Sunday, April 14, 2013

Hometown Heroes


Golf today is the connection between my Fort Worth hometown pride and my adopted home of almost 40 years, South Dakota.

Argus Leader sportswriter, Mick Garry pens a very nice feature story in the Sunday Leader about hometown Girl made good, LPGA star and Sioux Falls native Kris Tschetter. The story ran in conjunction of Tschetter being inducted into the South Dakota Sports Hall of Fame.

Fort Worth and Sioux Falls have much in common. Both are Cowtowns, have a meandering river thru town, and have abundant beautiful parks. Garry although only describing Tschetter, catches the character traits the citizens of Fort Worth and Sioux Falls most have in common: “hard work, resiliency, friendliness.”

Kris Tschetter is a (TCU) Horned Frog. She attended Texas Christian University to play golf. She later went on to her distinguished LPGA career. For a time she too was a resident of Fort Worth. While in college she established a relationship with golfing great and legend Ben Hogan. 

She wrote a wonderful book about her relationship with as she refers to him “Mr. Hogan.” Tschetter’s book, “Mr. Hogan, The Man I Knew” is worth the read. I thoroughly enjoyed it. So much in fact after reading today’s Argus may give it a second read.

My brush with fame – I too spent time with Hogan, only was far too young to appreciate his greatness or even his close proximity. Clearly because of golf, Mr. Hogan related to Miss Tschetter. Not so much with a five year old. In 1949 Hogan was the victim of a horrific automobile accident with a Greyhound Bus. He double fractured his pelvis and broke his collarbone. For a time it was doubted that he would walk much less play golf again. In 1950 he won the U S Open.
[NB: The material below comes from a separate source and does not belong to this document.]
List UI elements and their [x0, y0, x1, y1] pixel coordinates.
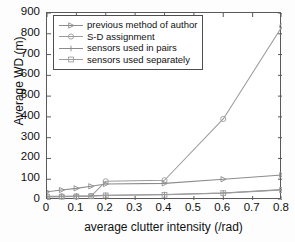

In 1950 I was diagnosed with paralytic polio, fortunately a mild case. The U S Open winner and I shared an orthopedic surgeon, Dr. Louis Levy, of the Fort Worth Bone and Joint clinic. On several occasion throughout those years “Mr. Hogan” and I took physical therapy at the same time at the clinic. Though too young to appreciate it, the golfing legend was in the next cow tank over, getting a warm whirlpool before being stretched out and put through our rehab by the therapist.

Endbar – Hogan who lived in Dublin, Texas until age 9 when he moved to Fort Worth. Local trivia says Hogan was the second most famous person from Dublin; the first being Dr. Pepper, that was invented and first bottled in Dublin.